Friday, May 8, 2015

Existing drug may treat deadliest Childhood Brain Tumor

The drug restricted the tumor’s growth in a lab dish and improved the survival time of mice that had the tumor implanted into their brains, according to researchers at the Stanford University School of Medicine, in collaboration with colleagues at other institutions. The work is noteworthy because the disease, a brain stem cancer called Diffuse Intrinsic Pontine Glioma, is nearly always fatal and lacks an effective treatment.
“There have been over 200 clinical trials of chemotherapy drugs for DIPG, and none have shown any survival benefit,” said Michelle Monje, MD, PhD, assistant professor of neurology at Stanford and a senior author of the paper. “But those trials were conducted before we knew anything about the unique biology of this tumor.”
While the preclinical data in the new study are encouraging, Monje cautioned that the drug, Panobionstat, needs further testing in a closely monitored human clinical trial.

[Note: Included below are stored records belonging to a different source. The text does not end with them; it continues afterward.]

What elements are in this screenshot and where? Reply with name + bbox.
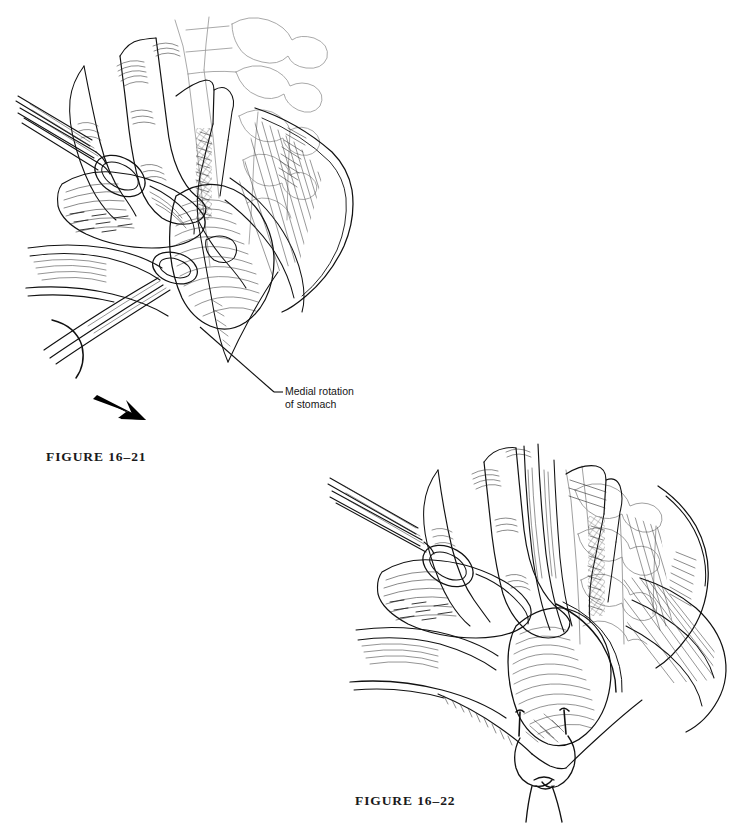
ring-handled-clamp — [328, 478, 480, 595]
gauze-sponge — [378, 560, 532, 638]
incision-apex — [198, 222, 278, 362]
hatched-muscle-wall — [610, 486, 726, 732]
hiatal-sutures — [515, 700, 642, 822]
label-medial-rotation-of-stomach: Medial rotationof stomach — [285, 385, 354, 410]
figure-16-22-caption: FIGURE 16–22 — [355, 793, 455, 809]
label-line-1: Medial rotation — [285, 385, 354, 397]
gauze-sponge — [58, 172, 206, 248]
retractor-blade — [350, 627, 532, 754]
hatched-muscle-wall — [225, 108, 353, 314]
figure-16-21-artwork — [0, 0, 430, 470]
lower-ring-clamp — [44, 247, 202, 364]
label-line-2: of stomach — [285, 398, 336, 410]
direction-arrow — [93, 395, 146, 420]
figure-16-21-illustration — [0, 0, 430, 470]
retractor-strips — [524, 444, 572, 632]
illustration-page: Medial rotationof stomach FIGURE 16–21 F… — [0, 0, 742, 833]
figure-16-21-caption: FIGURE 16–21 — [46, 449, 146, 465]
figure-16-22-illustration — [320, 430, 742, 833]
figure-16-22-artwork — [320, 430, 742, 833]
retractor-blade — [26, 245, 168, 316]
apex-shading — [526, 714, 564, 742]
surgeon-fingers — [70, 38, 206, 224]
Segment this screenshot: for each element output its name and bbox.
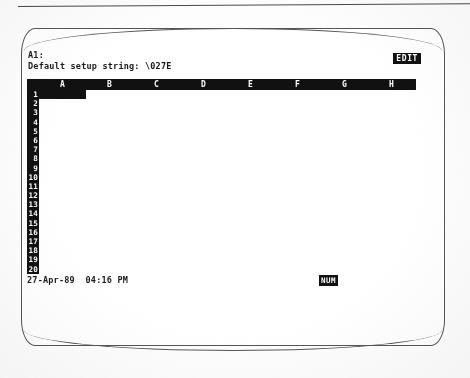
- mode-indicator-edit: EDIT: [393, 53, 421, 64]
- row-number[interactable]: 13: [27, 200, 39, 209]
- row-number[interactable]: 7: [27, 145, 39, 154]
- row-number[interactable]: 5: [27, 127, 39, 136]
- row-number[interactable]: 1: [27, 90, 39, 99]
- edit-input-line[interactable]: Default setup string: \027E: [28, 61, 419, 72]
- row-number[interactable]: 16: [27, 228, 39, 237]
- status-datetime: 27-Apr-89 04:16 PM: [27, 275, 128, 286]
- column-header-bar: A B C D E F G H: [27, 79, 416, 90]
- row-number[interactable]: 18: [27, 246, 39, 255]
- row-number[interactable]: 20: [27, 265, 39, 274]
- cell-reference-line: A1:: [28, 50, 419, 61]
- row-number[interactable]: 14: [27, 209, 39, 218]
- status-line: 27-Apr-89 04:16 PM NUM: [27, 275, 416, 287]
- row-number[interactable]: 9: [27, 164, 39, 173]
- row-number[interactable]: 4: [27, 118, 39, 127]
- column-header-b[interactable]: B: [86, 79, 133, 90]
- worksheet: A B C D E F G H 1 2 3 4 5 6 7 8 9 10 11 …: [27, 79, 419, 274]
- row-number-gutter: 1 2 3 4 5 6 7 8 9 10 11 12 13 14 15 16 1…: [27, 90, 39, 274]
- cell-grid-area[interactable]: [39, 90, 419, 274]
- row-number[interactable]: 8: [27, 154, 39, 163]
- row-number[interactable]: 3: [27, 108, 39, 117]
- worksheet-corner-box: [27, 79, 39, 90]
- cell-cursor-a1[interactable]: [39, 90, 86, 99]
- column-header-c[interactable]: C: [133, 79, 180, 90]
- row-number[interactable]: 10: [27, 173, 39, 182]
- column-header-e[interactable]: E: [227, 79, 274, 90]
- row-number[interactable]: 6: [27, 136, 39, 145]
- row-number[interactable]: 19: [27, 255, 39, 264]
- row-number[interactable]: 15: [27, 219, 39, 228]
- status-indicator-num: NUM: [319, 275, 338, 286]
- control-panel: A1: Default setup string: \027E EDIT: [27, 50, 419, 76]
- column-header-g[interactable]: G: [321, 79, 368, 90]
- column-header-f[interactable]: F: [274, 79, 321, 90]
- column-header-d[interactable]: D: [180, 79, 227, 90]
- row-number[interactable]: 11: [27, 182, 39, 191]
- row-number[interactable]: 17: [27, 237, 39, 246]
- column-header-a[interactable]: A: [39, 79, 86, 90]
- spreadsheet-terminal: A1: Default setup string: \027E EDIT A B…: [27, 50, 419, 312]
- worksheet-body: 1 2 3 4 5 6 7 8 9 10 11 12 13 14 15 16 1…: [27, 90, 419, 274]
- row-number[interactable]: 12: [27, 191, 39, 200]
- row-number[interactable]: 2: [27, 99, 39, 108]
- column-header-h[interactable]: H: [368, 79, 415, 90]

The research team is now planning such a trial in children with DIPG. Panobinostat was recently approved by the Food and Drug Administration for treatment of a form of blood cancer.
The drug repairs a portion of the cellular machinery now known to be defective in DIPG tumor cells, the new research showed. “A key thing that is wrong with DIPG cancer cells gets corrected by panobinostat,” said Monje.
DIPG affects 200-400 school-aged children in the United States each year and has a five-year survival rate of less than 1 percent; half of patients die within nine months of diagnosis.